A perfect code is the case with no gaps and no overlaps. The balls fit together so snugly that they fill the whole space of strings, each string belonging to one ball and no string left over. Every possible received string is within the correcting radius of exactly one codeword. Nothing is wasted: the code packs the maximum number of messages that the correcting power allows, with the error-balls tiling the space the way identical tiles cover a floor.
Such flawless packings are rare. You might guess that for every length and every correcting radius there is some clever perfect code, but the truth is the opposite. Apart from a few unavoidable boring cases, only two families exist: the Hamming codes, which fix one error, and two lonely Golay codes discovered by Marcel Golay in a half-page note. These few are the only ways to tile string-space exactly. This unit builds them and explains why the list stops there.
Visual Beginner
Think of the space of all strings as a floor, and the error-ball around each codeword as a tile. A perfect code is a set of tiles that covers the floor with no gaps and no overlaps. A non-perfect code leaves bare patches between the tiles: strings the code cannot confidently repair.
| code | error-balls | leftover strings | perfect? |
|---|---|---|---|
| repetition , radius | yes | ||
| Hamming length , radius | yes | ||
| a random length- code, radius | fewer than | some left over | no |
The table counts strings. The space of length- binary strings holds points; a radius- ball holds points; and balls times points each is exactly . The fit is perfect — no point is missed, none is double-covered.
Worked example Beginner
Take the binary repetition code that sends each bit three times: the codewords are and , living among the strings of length . Check by counting that this code is perfect with correcting radius .
Step 1. Count the strings. Length- binary strings number . List them: .
Step 2. Count one error-ball. The ball of radius around holds itself plus the three strings one flip away: . That is strings. The ball around likewise holds — another .
Step 3. Check the tiling. The two balls together list and — all strings, each appearing once. The balls do not overlap and leave nothing out.
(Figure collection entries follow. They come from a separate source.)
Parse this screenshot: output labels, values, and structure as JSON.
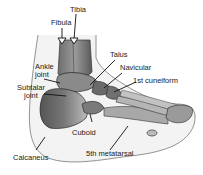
{
  "diagram": {
    "colors": {
      "background": "#ffffff",
      "bone_dark": "#4a4a4a",
      "bone_mid": "#8a8a8a",
      "bone_light": "#c8c8c8",
      "skin_outline": "#6a6a6a",
      "label_text": "#1a1a1a",
      "leader_line": "#111111"
    },
    "labels": {
      "tibia": "Tibia",
      "fibula": "Fibula",
      "talus": "Talus",
      "navicular": "Navicular",
      "first_cuneiform": "1st cuneiform",
      "ankle_joint_line1": "Ankle",
      "ankle_joint_line2": "joint",
      "subtalar_joint_line1": "Subtalar",
      "subtalar_joint_line2": "joint",
      "cuboid": "Cuboid",
      "fifth_metatarsal": "5th metatarsal",
      "calcaneus": "Calcaneus"
    }
  }
}
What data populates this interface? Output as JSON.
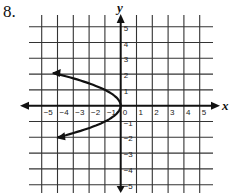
{
  "problem_number": "8.",
  "chart_data": {
    "type": "line",
    "title": "",
    "xlabel": "x",
    "ylabel": "y",
    "xlim": [
      -5,
      5
    ],
    "ylim": [
      -5,
      5
    ],
    "grid": true,
    "x_ticks": [
      "-5",
      "-4",
      "-3",
      "-2",
      "-1",
      "0",
      "1",
      "2",
      "3",
      "4",
      "5"
    ],
    "y_ticks": [
      "5",
      "4",
      "3",
      "2",
      "1",
      "-1",
      "-2",
      "-3",
      "-4",
      "-5"
    ],
    "series": [
      {
        "name": "x = -y^2",
        "description": "Parabola opening left with vertex at origin; arrows at both ends",
        "points": [
          [
            -4.3,
            2.07
          ],
          [
            -3.24,
            1.8
          ],
          [
            -2.25,
            1.5
          ],
          [
            -1.0,
            1.0
          ],
          [
            -0.25,
            0.5
          ],
          [
            0,
            0
          ],
          [
            -0.25,
            -0.5
          ],
          [
            -1.0,
            -1.0
          ],
          [
            -2.25,
            -1.5
          ],
          [
            -3.9,
            -2.28
          ]
        ],
        "color": "#111111"
      }
    ]
  },
  "colors": {
    "grid": "#333333",
    "axis": "#111111",
    "curve": "#111111"
  }
}
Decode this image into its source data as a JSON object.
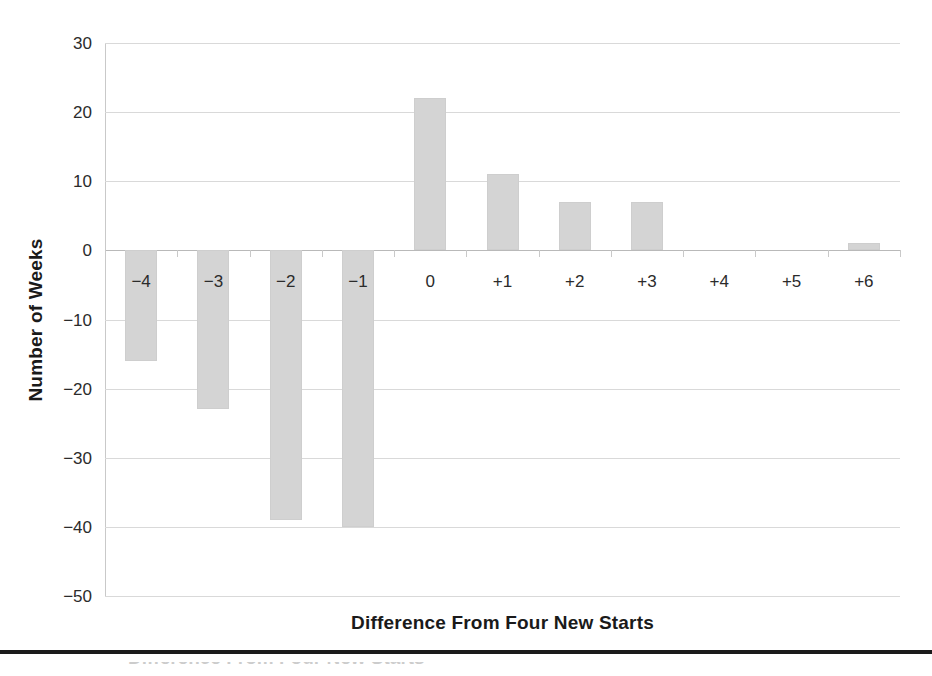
{
  "chart_data": {
    "type": "bar",
    "title": "",
    "subtitle": "",
    "xlabel": "Difference From Four New Starts",
    "ylabel": "Number of Weeks",
    "categories": [
      "-4",
      "-3",
      "-2",
      "-1",
      "0",
      "+1",
      "+2",
      "+3",
      "+4",
      "+5",
      "+6"
    ],
    "values": [
      -16,
      -23,
      -39,
      -40,
      22,
      11,
      7,
      7,
      0,
      0,
      1
    ],
    "ylim": [
      -50,
      30
    ],
    "ytick_labels": [
      "30",
      "20",
      "10",
      "0",
      "-10",
      "-20",
      "-30",
      "-40",
      "-50"
    ],
    "ytick_values": [
      30,
      20,
      10,
      0,
      -10,
      -20,
      -30,
      -40,
      -50
    ],
    "grid": "horizontal",
    "legend": "none",
    "bar_color": "#d4d4d4",
    "gridline_color": "#d9d9d9",
    "axis_color": "#c9c9c9",
    "text_color": "#231f20"
  },
  "figure": {
    "bottom_rule_color": "#1b1b1b",
    "partial_caption": "Difference From Four New Starts"
  }
}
Step 4. Confirm the count. Two codewords times four strings per ball is , exactly the number of strings. The sphere-packing count comes out equal, which is the signature of a perfect code.
What this tells us: the repetition code wastes nothing — every length- string is one flip from exactly one of the two codewords, so every single error is repaired and no string is ever ambiguous. This same balance, scaled up, defines the Hamming and Golay codes.
Check your understanding Beginner
Formal definition Intermediate+
Throughout, is the finite field with elements (its structure is developed in 21.02.01; here it is applied), a prime power, and the space of length- words with the Hamming metric of 40.06.06. A code has minimum distance and corrects errors. The volume of a Hamming ball of radius is .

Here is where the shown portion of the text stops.